When Mom Goes Missing

“It’s been one week since Mom went missing.”

So begins Kyung-sook Shin’s best-selling Korean novel Please Look After Mom, a haunting and deceptively simple book about a mother’s sudden disappearance. After losing his wife at a Seoul train station, a father tries to piece together her slow, ambiguous dissociation and his part in her depression. A daughter learns that she never knew her mother the way she thought she had. A son realizes how much his mother gave up for him to succeed. And finally, a mother, who finds herself lost both literally and metaphorically, traces her own sadness as she walks unimaginable distances through the South Korean countryside in a search that ultimately leads her home and to the memory of her own mother.

Told in four chapters, each corresponding to one of these main characters, this book remains hauntingly intimate and embodied throughout the course of this family’s musing about Mom’s guarded emotional and physical decline. In startling turns, simple but vivid memories reveal Mom’s years of suffering, brought on by a lifetime of feeling her life has no value outside of maintaining her home.

Please is filled with raw emotions, and characters that often display unlikeable and destructive behaviors, but there is such delicate awareness in Kyung-sook Shin’s narration that each character, however faulty, remains entirely accessible. The author masterfully destabilizes the novel with the use of multiple viewpoints, and in some sections employs the second-person address to draw the reader in. In this way, she points to the ways in which we are all complicit in the small (and sometimes large) abuses of motherhood. Yet the mother in this novel is so tender, at once completely without hope and imbued with strength, that Shin reminds us that motherhood is perhaps one of the most radical acts: the most selfless job in the world.

Still, motherhood has eaten away at Mom in this novel, and so do her duties as a wife. Shin never borders on dogma. Instead, she allows her characters to speak to and through institutions and traditions that treat the mother figure as an unflawed ideal, and in doing so gives light to both the damaging and fulfilling aspects of motherhood. Shin renders a tender and beautiful portrait of South Korea, but the novel recognizes a familial dilemma experienced throughout the world. As each character comes to realize that they have known less, loved less, and accepted less of Mom than they ever thought possible, Mom comes to understand her own position more acutely.

This is Shin’s first work to appear in English, translated by Chi-Young Kim. Since she has published numerous other novels and several collections of short stories and nonfiction books in Korean, expect that if this one sells to an English-speaking audience there will be more translations to come.

About

Amanda is a writer and educator living in Los Angeles, where she earned her MFA in Critical Studies & Writing from California Institute of the Arts. She recently completed a memoir, and is now working on book of poems, as well as a series of essays exploring the dynamics of forgiveness, reconciliation and national recoveries from mass atrocities. Her work has appeared in Ms. Magazine, Explosion Proof Magazine, PAJ: A Journal of Performance and Art (MIT Press), Delirious Hem, Nanofiction, Night Train and others. She was a nominee for the 2010 Million Writer's Award.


TASK DETAILS >> In the listing below, find each line that holds the string "investment" and copy it.

▼

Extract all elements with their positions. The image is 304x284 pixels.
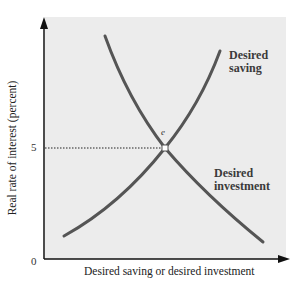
x-axis-title: Desired saving or desired investment <box>84 265 255 277</box>
y-tick-0: 0 <box>31 255 37 267</box>
chart-area: Desired saving Desired investment e 5 0 … <box>0 0 304 284</box>
chart-svg <box>0 0 304 284</box>
saving-curve-label: Desired saving <box>229 49 268 75</box>
y-axis-title: Real rate of interest (percent) <box>6 81 18 216</box>
equilibrium-marker <box>162 145 168 151</box>
investment-label-line2: investment <box>214 180 270 193</box>
y-tick-5: 5 <box>31 141 37 153</box>
investment-curve-label: Desired investment <box>214 167 270 193</box>
saving-label-line2: saving <box>229 62 268 75</box>
equilibrium-label: e <box>161 127 165 137</box>
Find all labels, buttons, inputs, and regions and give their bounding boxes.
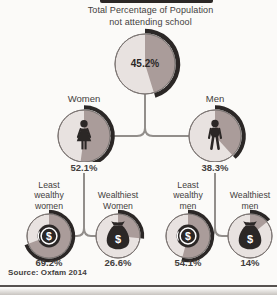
wealthiest-men-value: 14%	[220, 257, 277, 268]
least-wealthy-men-value: 54.1%	[158, 257, 218, 268]
page-rule	[0, 285, 277, 287]
men-value: 38.3%	[185, 162, 245, 173]
infographic: Total Percentage of Population not atten…	[0, 0, 277, 295]
total-value: 45.2%	[105, 58, 185, 69]
source-credit: Source: Oxfam 2014	[8, 268, 87, 277]
least-wealthy-women-value: 69.2%	[19, 257, 79, 268]
page-edge-shadow	[0, 288, 277, 295]
women-value: 52.1%	[54, 162, 114, 173]
wealthiest-women-value: 26.6%	[88, 257, 148, 268]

▲

RESPONSE TO THIS TASK >>
x-axis-title: Desired saving or desired investment <box>84 265 255 277</box>
chart-area: Desired saving Desired investment e 5 0 … <box>0 0 304 284</box>
investment-label-line2: investment <box>214 180 270 193</box>
investment-curve-label: Desired investment <box>214 167 270 193</box>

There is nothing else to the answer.